Post-corona world order: What was, is not what will be

The coronavirus is likely to be remembered as just such an event, changing our lives in a myriad ways

Passengers, including Russian citizens, who are evacuated by train to Russia after Ukrainian authorities shut the country's borders amid the spread of coronavirus disease (COVID-19), queue outside the Central Railway Station in Kiev, Ukraine March 27, 2020 (photo credit: REUTERS/GLEB GARANICH)

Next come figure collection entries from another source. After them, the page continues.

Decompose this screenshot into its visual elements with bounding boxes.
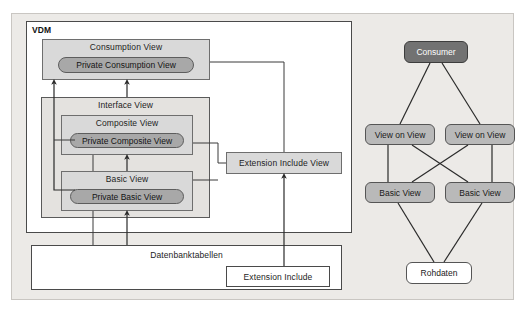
private-composite-view-pill[interactable]: Private Composite View	[70, 133, 184, 148]
private-consumption-view-label: Private Consumption View	[76, 60, 176, 70]
consumer-label: Consumer	[416, 47, 455, 57]
private-composite-view-label: Private Composite View	[82, 136, 172, 146]
extension-include-view-label: Extension Include View	[239, 158, 329, 168]
basic-view-label: Basic View	[62, 174, 192, 184]
view-on-view-left-label: View on View	[375, 130, 426, 140]
extension-include-view-box[interactable]: Extension Include View	[226, 152, 342, 174]
private-basic-view-label: Private Basic View	[92, 192, 162, 202]
private-consumption-view-pill[interactable]: Private Consumption View	[58, 57, 194, 73]
private-basic-view-pill[interactable]: Private Basic View	[70, 189, 184, 204]
diagram-canvas: VDM Consumption View Private Consumption…	[0, 0, 532, 315]
consumption-view-label: Consumption View	[43, 42, 209, 52]
view-on-view-right-node[interactable]: View on View	[445, 124, 515, 145]
rohdaten-node[interactable]: Rohdaten	[406, 262, 472, 284]
view-on-view-right-label: View on View	[455, 130, 506, 140]
consumer-node[interactable]: Consumer	[404, 41, 468, 63]
extension-include-label: Extension Include	[244, 272, 313, 282]
rohdaten-label: Rohdaten	[421, 268, 458, 278]
composite-view-label: Composite View	[62, 118, 192, 128]
datenbanktabellen-label: Datenbanktabellen	[32, 250, 341, 260]
interface-view-label: Interface View	[42, 100, 209, 110]
view-on-view-left-node[interactable]: View on View	[365, 124, 435, 145]
basic-view-left-label: Basic View	[379, 188, 420, 198]
basic-view-left-node[interactable]: Basic View	[365, 182, 435, 203]
extension-include-box[interactable]: Extension Include	[226, 266, 330, 287]
basic-view-right-label: Basic View	[459, 188, 500, 198]
vdm-label: VDM	[32, 25, 51, 35]
basic-view-right-node[interactable]: Basic View	[445, 182, 515, 203]
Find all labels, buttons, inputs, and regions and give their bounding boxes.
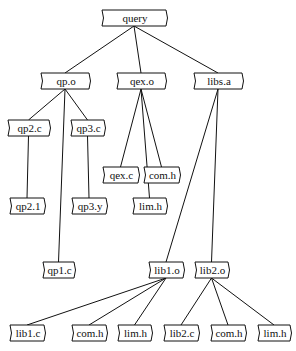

Passengers, including Russian citizens, who are evacuated by train to Russia after Ukrainian authorities shut the country's borders amid the spread of coronavirus disease (COVID-19), queue outside the Central Railway Station in Kiev, Ukraine March 27, 2020
(photo credit: REUTERS/GLEB GARANICH)
There have been a handful of key events over the last century that fundamentally altered the world order: World War I, the Great Depression, World War II, the Fall of the Iron Curtain, September 11.
Each of those events triggered changes that altered the world, creating new situations whereby the world everyone returned to after the formative event was not like the world they knew before it.
The coronavirus is likely to be remembered as just such an event, changing our lives in a myriad of ways: from how we teach and learn to how we get medical help and work. It will also shape the world order. On the world stage, China is likely to emerge stronger, the US weaker. Rampant globalization likely will be dialed back, and the individual state will regain ascendancy.
“Everything will be different,” Amos Yadlin, head of Tel Aviv’s Institute for National Security Studies (INSS), said during an online panel on the world order after corona his think tank hosted Monday. “How different, and in what directions, we don’t exactly know. But what was is not what will be. We will return to a different world, where the corona impact will be on everything.”
The pandemic likely will fortify people behind positions they held before its outbreak, he said, adding: “On an ideological level, I think people will take what has happened from the corona and justify [their previous positions], whether it be for more for globalization or for isolation; whether for a free-market economic policy or for a more-centralized, government-controlled economy.”
In trying to judge how the world order will change, it is worth noting, as political philosophy professor and former education minister Yuli Tamir pointed out, that in the face of the crisis, states around the world did the most instinctive thing possible: They closed their borders and said they needed to deal with their own problems.
“The national instinct overcame all other instincts,” she said, adding that this is happening at a time when nationalism is already on the rise.
Former US ambassador to Israel Dan Shapiro said in America there is no sense that the US is trying to lead the world in an effort to fight the virus or that it is interested in helping other, poorer countries. Rather, he said, US President Donald Trump’s policies on the matter are guided by his “America first” attitude, even at the expense of close European allies.
But former Israeli ambassador to the UN Ron Prosor said the “me first” attitude toward the crisis was not unique to Trump or the US.
“All countries are turning inward and saying, ‘I am going to do what is good for me.’ It is not only ‘America first,’ it is also ‘Turkey first’ and ‘Britain first,’” he said.
Prosor noted the ineffectiveness and overall impotence of international organizations and frameworks in dealing with the crisis, including the EU, ASEAN, the Arab League and the UN. “The UN is not a player here.” he said.
The international framework likely to be hit the worst from this pandemic is the European Union, which has proven unable to provide the type of assistance to member states reeling under the weight of the plague.
Adi Kantor, a research fellow at INSS’s Europe Research Program, said the pandemic is chipping away at driving principles behind the EU’s formation: European solidarity, cooperation and open borders.
In Italy and Spain, the two EU countries hardest hit by the virus, there is much criticism of the EU. “There is a lack of solidarity, it has disintegrated,” she said, adding that Italy is getting assistance not from the EU, but rather from China and Cuba.
Rather than open borders and cooperation, Kantor said, the EU states have closed their frontiers, and each state is focused inward and dealing with their own citizens, without much cooperation between the EU members.
“The borders are closed; there is very little solidarity,” she said. “And this raises major questions about all the ideas behind the EU.”